The overgrown remnants of the old workhouse in Schull will feature an intriguing multi-media event entitled AnĂ¡il na Beatha (breath of life) on 21 July. It has been created by Alanna O’Kelly, a multi-media artist with an international reputation. At 9.30 pm on that evening the audience will be guided in what O’Kelly describes as a “slightly processional way” through a landscape containing story tellers, contemporary videos featuring fleeing migrants and refugees, performance artists using black butter (a nod to the old butter road nearby), a local choir, and Cormac Begley breathing the concertina (no I don’t know either). The procession will culminate in a gathering around the Famine grave outside the walls of the workhouse. O’Kelly thinks of the workhouse as “a sacred site” and her aim “is bringing people there and giving them something to think about”.

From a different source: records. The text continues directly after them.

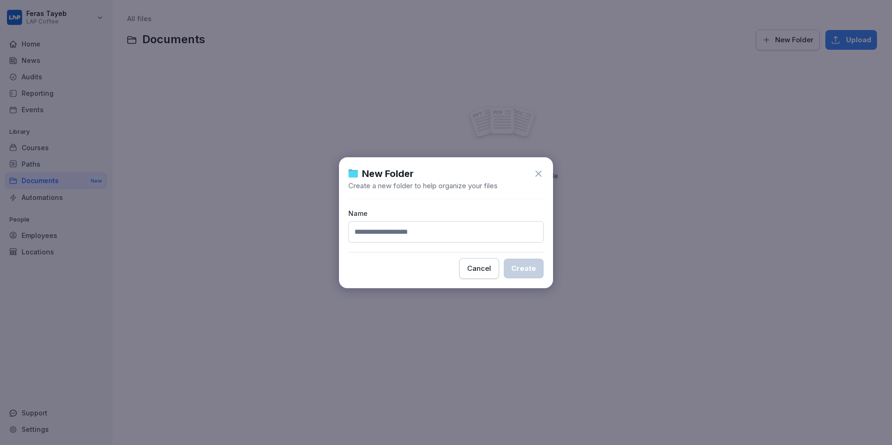 Image resolution: width=892 pixels, height=445 pixels. I want to click on button: Cancel, so click(479, 269).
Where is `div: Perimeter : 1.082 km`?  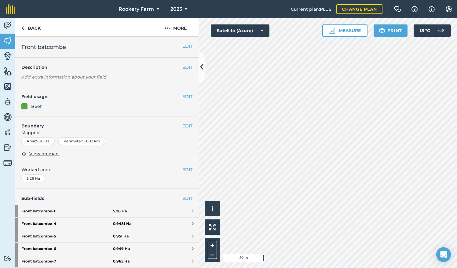
div: Perimeter : 1.082 km is located at coordinates (82, 141).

Other events planned include schools programmes, lectures, walking tours, concerts and theatre. The Skibbereen Heritage Centre, under its energetic and innovative director Terri Kearney, provides an excellent permanent exhibition of the Famine story and will conduct guided tours of Famine sites during August. It will also unveil some new Famine information panels on the walls of the hulking old soup kitchen building near the Centre.